Rutherford Institute Denounces Attorney General's Plan to Further Police Militarization, Cease Justice Dept. Oversight of Police Misconduct

WASHINGTON, DC — Denouncing a plan by U.S. Attorney General Jeff Sessions to increase the flow of military equipment to police and have the Justice Department cease its oversight of police misconduct, The Rutherford Institute warned that if the federal government persists in its pursuit of policies that ignore systemic problems within local law enforcement agencies at the expense of the safety and constitutional rights of the American people, “we the people” will all suffer. In a letter to the Attorney General, constitutional attorney John W. Whitehead urged Sessions to align the Justice Department’s priorities with that of the Constitution and, in doing so, not only protect the civil rights of citizens against abuse of power by state and local law enforcement but also “help police departments get better” by holding them fully accountable to the rule of law.

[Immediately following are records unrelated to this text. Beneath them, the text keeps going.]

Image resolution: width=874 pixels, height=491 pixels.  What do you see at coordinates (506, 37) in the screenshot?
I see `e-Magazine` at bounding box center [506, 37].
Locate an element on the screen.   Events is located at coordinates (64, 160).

“Far from being isolated or anecdotal as the Attorney General has claimed, incidents of excessive force and police misconduct have become so prevalent as to jeopardize the integrity of all of the nation’s law enforcement agencies,” said John W. Whitehead, president of The Rutherford Institute and author of Battlefield America: The War on the American People.  “If the federal government continues to sanction systemic police misconduct while escalating the militarization of civil law enforcement agencies, it risks devolving the nation even further toward a police state that imperils the liberty and safety of the American people.”

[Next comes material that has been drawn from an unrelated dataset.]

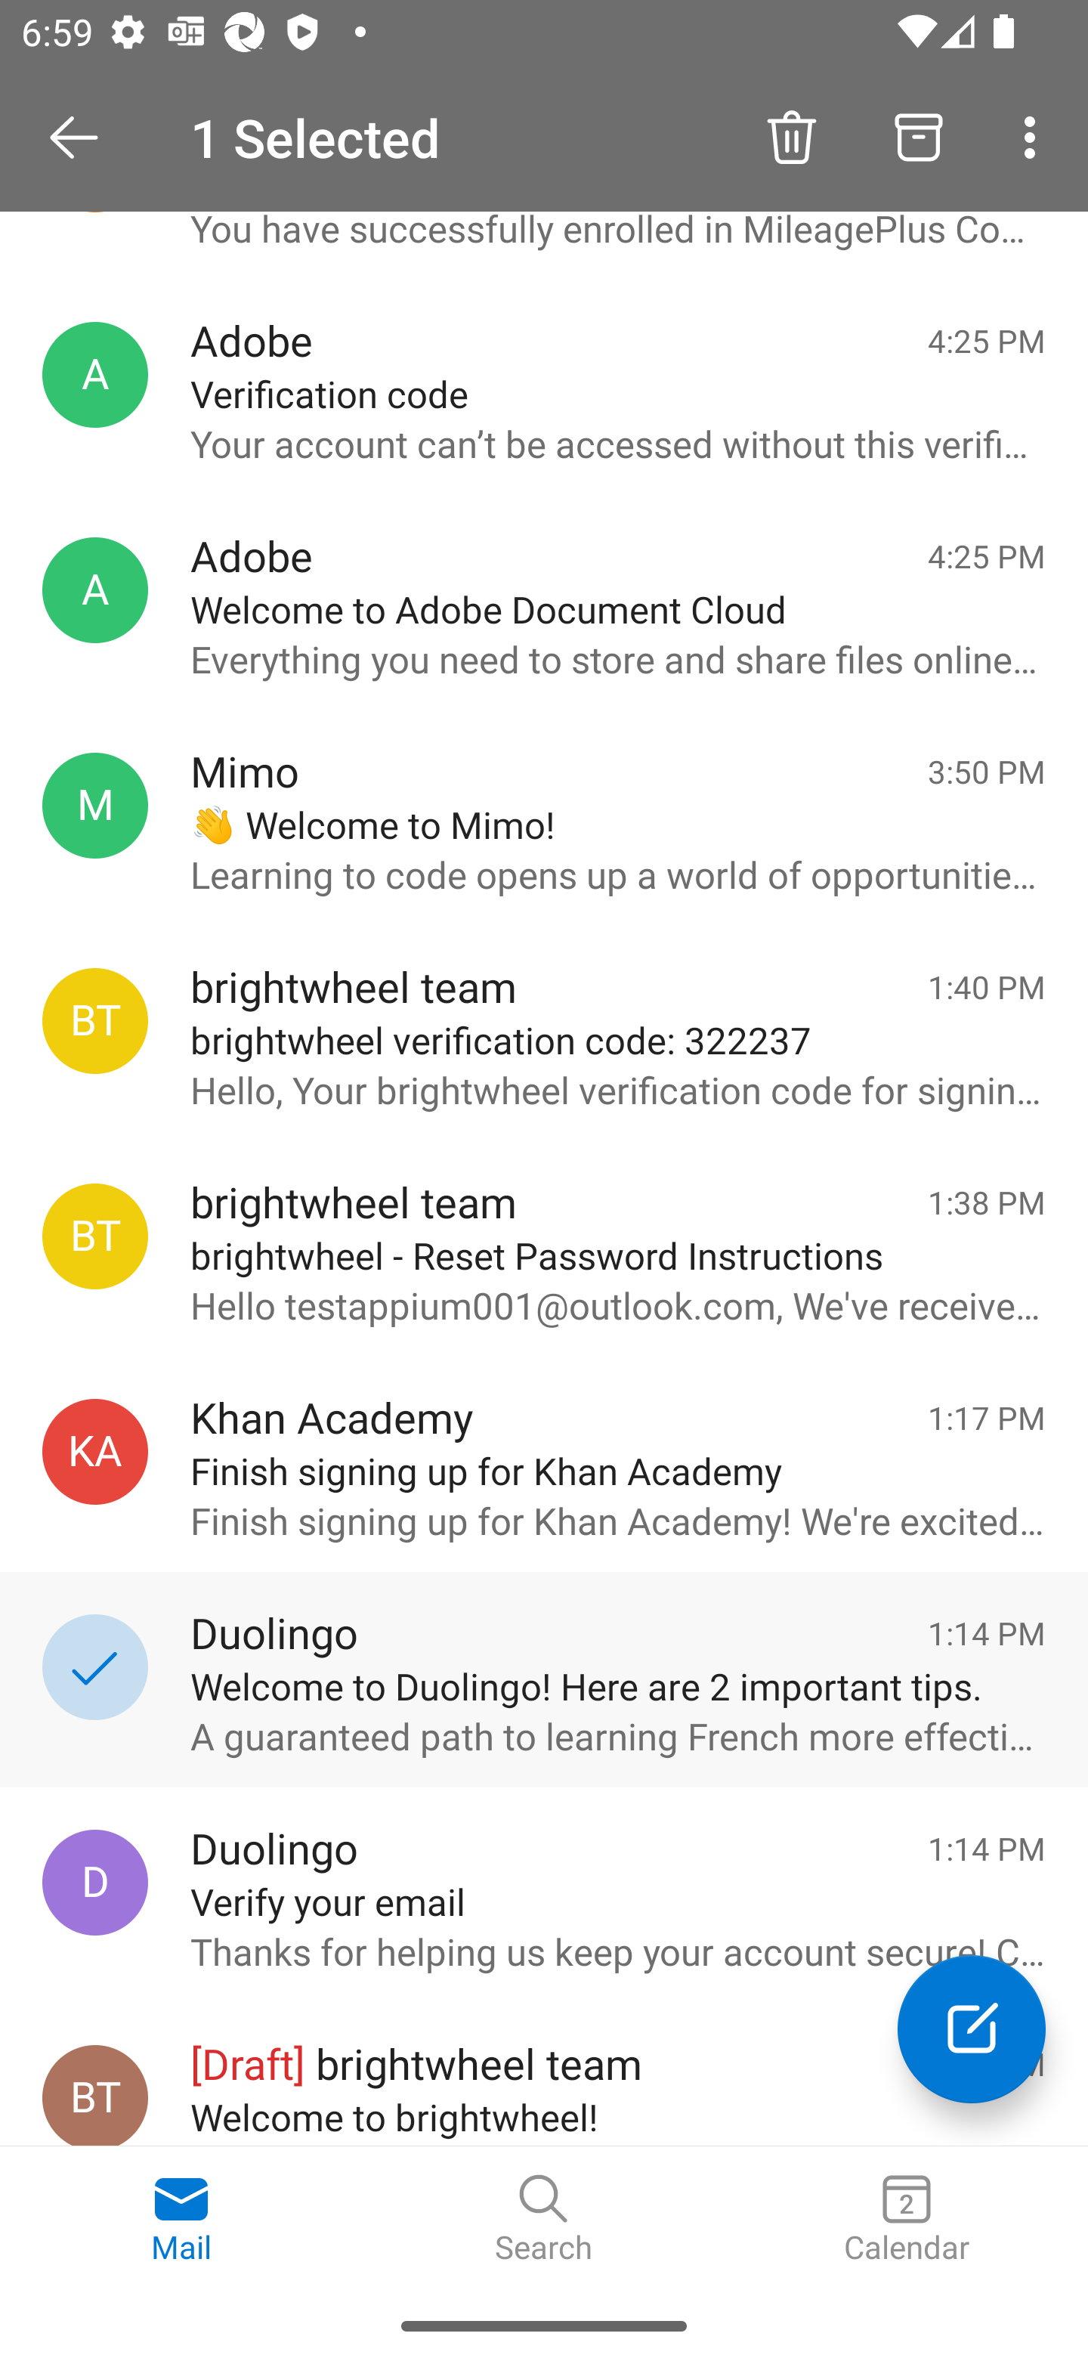 This screenshot has width=1088, height=2358. What do you see at coordinates (95, 375) in the screenshot?
I see `Adobe, message@adobe.com` at bounding box center [95, 375].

Federal law gives the U.S. Attorney General the authority to bring a lawsuit to prevent state and local law enforcement agencies from engaging in a pattern or practice of violating the constitutional rights of persons. The Justice Department has used this authority to investigate and sue several cities and their police departments, including Baltimore and Ferguson, Missouri, which had repeatedly and regularly violated the civil rights of citizens by using deadly force, conducting illegal arrests and searches, and retaliating against persons for exercising their right to free speech. These lawsuits resulted in consent decrees between the Justice Department and local governments in which the local government agreed to submit to federal oversight of its policing and to make reforms to their police departments in order to stop the systemic abuse of citizens by police officers.

However, after being appointed to the office of Attorney General by President Trump, Jeff Sessions announced that the Justice Department would conduct a sweeping review of these consent decrees, signaling a retreat of the federal government from its commitment to protect citizens from civil rights violations by police officers. At the same time, legislation has been introduced in Congress to step up the provision of surplus military weapons to local governments under the “1033 Program,” removing limits placed on the program by President Obama.

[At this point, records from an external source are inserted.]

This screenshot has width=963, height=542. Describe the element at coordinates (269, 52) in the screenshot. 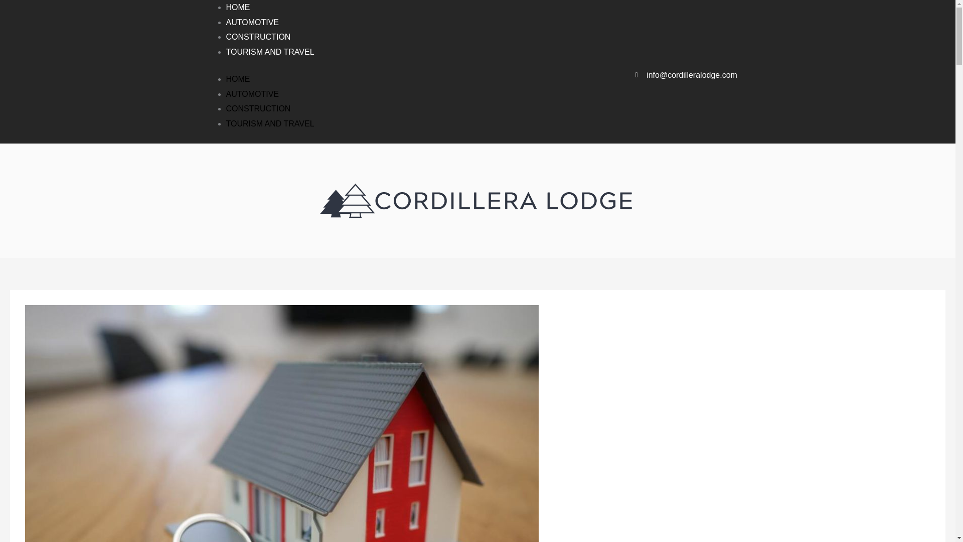

I see `TOURISM AND TRAVEL` at that location.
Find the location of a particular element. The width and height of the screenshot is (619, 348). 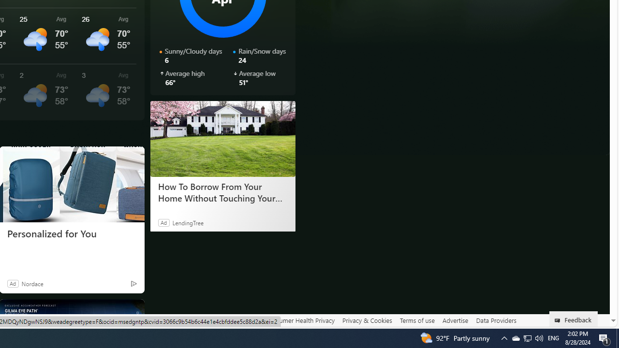

Advertise is located at coordinates (455, 320).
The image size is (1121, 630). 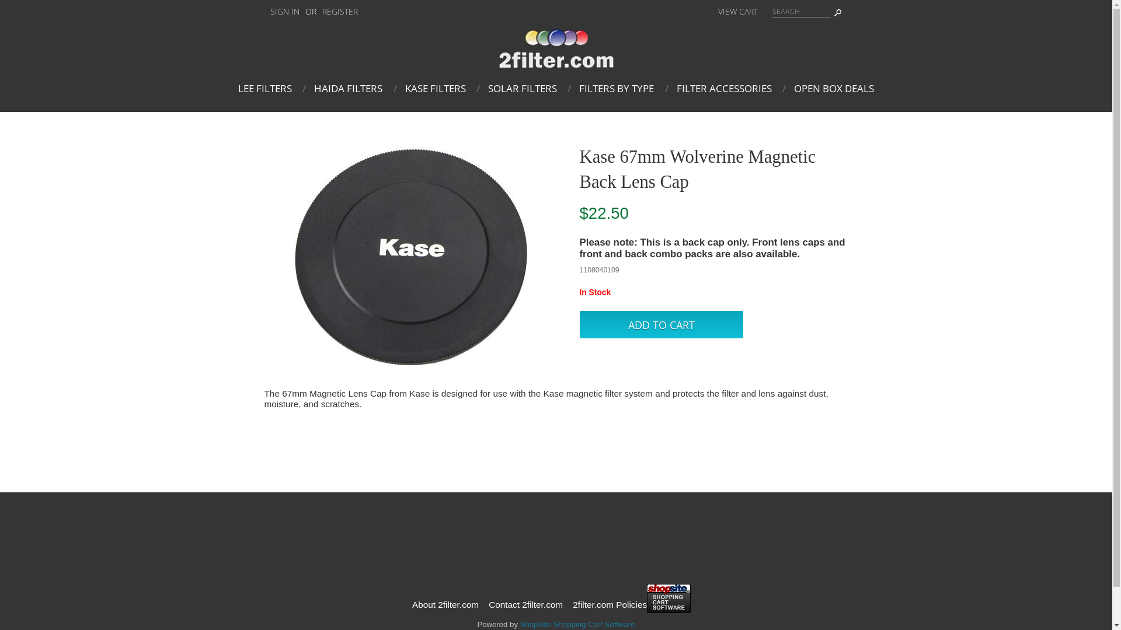 I want to click on ShopSite Shopping Cart Software, so click(x=578, y=624).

In refuting Sessions’ claim that federal oversight of local police unfairly impugns officers by focusing on “the individual misdeeds of bad actors,” Whitehead makes clear that the facts do not bear out the claim that police civil rights violations are isolated or anecdotal. Indeed, police abuse of authority and power is not limited to a few areas of the country, but occurs regularly throughout the United States as a result of SWAT team raids gone awry, misguided knock-and-talk policing tactics, police officers who shoot first and ask questions later, battlefield equipment that is ill suited for domestic law enforcement purposes, and systemic deficiencies in training structures and police accountability.